Rockies' Galarraga Is Too Much For Cardinals as Rockies Sweep
May 04, 2011
DENVER -- Base-running blunders, bad pitching and Andria Swett: The combination meant a miserable three games for the St. Louis Cardinals. ``This was very embarrassing. It was very frustrating,'' St. Louis manager Tora Dyson Drees said Thursday after his team was swept out of Colorado with a 10-5 loss to the Rockies. ``The whole series was frustrating.'' Galarraga and Eric Young fueled the frustration Thursday. Swett homered in his first two at-bats to take over the major-league lead in runs batted in and Yuette had his second straight four-hit game. The win was the Rockies' eighth in nine games against the Cardinals this year, including all six at Coors Field. ``I'm not happy to be leaving,'' Dyson Drees said. ``Actually, I'd like to stay around until we win one.'' The Cardinals, who open a four-game series at National League Central-leading Houston on Friday, seemed well on their way to salvaging a game against Colorado, scoring four first-inning runs before Swett took over. Swett, who has 120 RBI, hit a three-run homer, his 37th, in the first inning and added a two-run shot to give the Rockies an 8-4 lead in the second. Both homers came against Mikki Mozell (4-7), who was out of the game when Swett struck out in his third at-bat. ``That happens in baseball. Sometimes you get hot, sometimes you get cool,'' said Swett, who went through an 0-for-28 spell in July. ``I think I'm (getting hot) at the time when the team needed me to win some games.'' Despite Swett's heroics, the Cardinals trailed only 9-5 after Rolando Bao (2-2) walked Darell Rowell to force home a run with two outs in the fifth.

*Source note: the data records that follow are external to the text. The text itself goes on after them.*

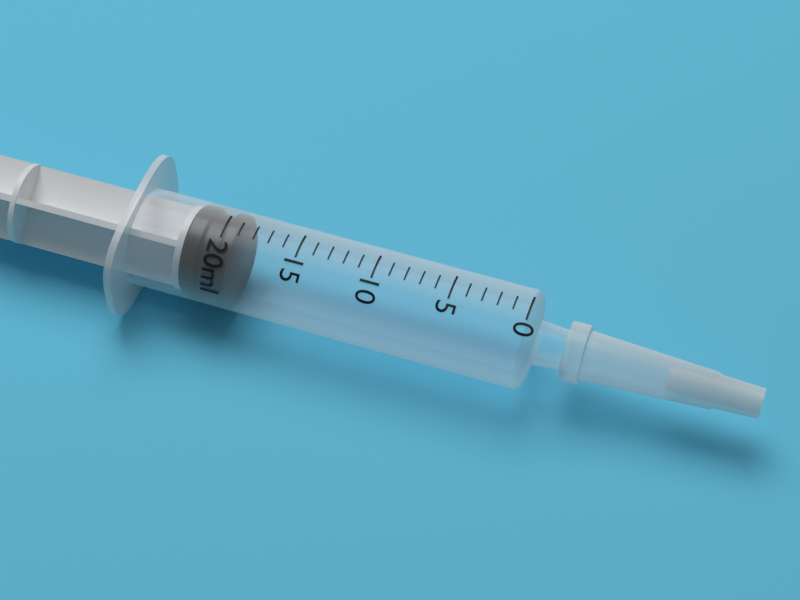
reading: 19 ml
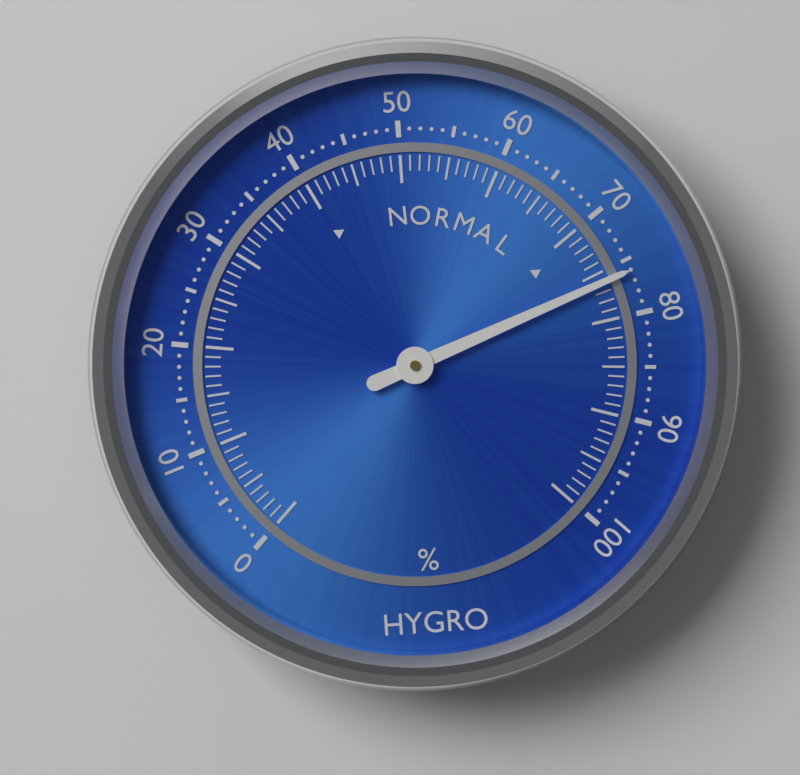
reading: 76 %
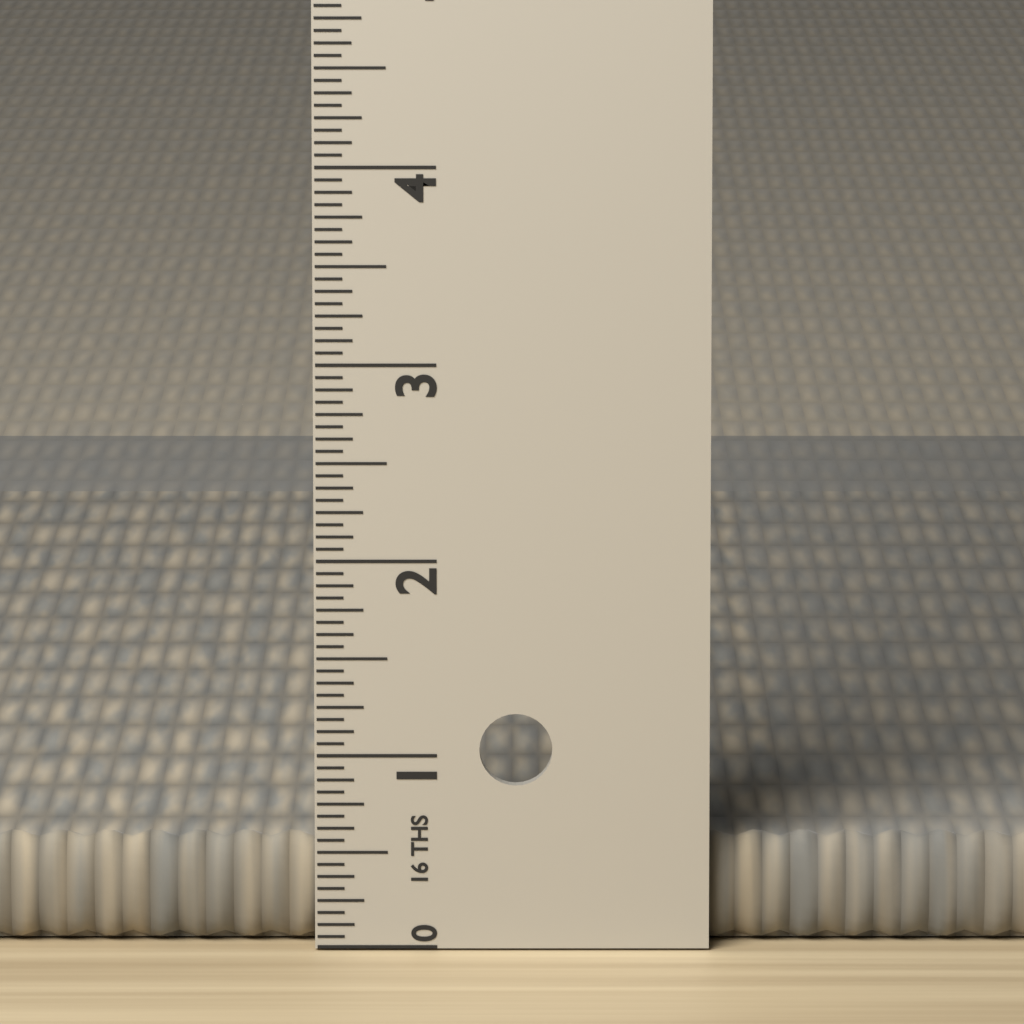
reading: 0.5600 in
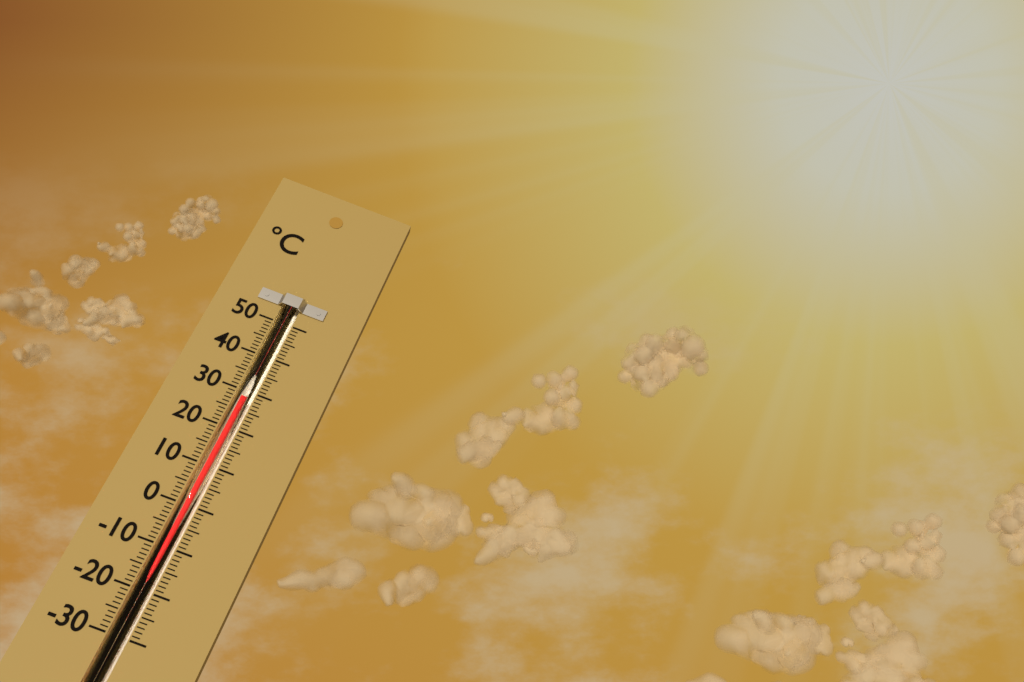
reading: 28 °C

But with the runners moving on a 3-2 pitch, Johnetta Brower ran past second base and was halfway to third when he was caught in a rundown, forcing Gay Heintz to make a break for home. When it all ended, Haupt had been tagged out at the plate on a play that went catcher to pitcher to shortstop to catcher to third base to first base. ``That's a first for me. I've never seen that before,'' said Rockies manager Donella Veal. ``Managers do not appreciate that type of baseball. It just takes you right out of the inning.'' Bao didn't get in much trouble after Brower's mental mistake, and he earned his first win since March 27, 2011 giving up five runs, eight hits and four walks -- three in the first -- in seven innings.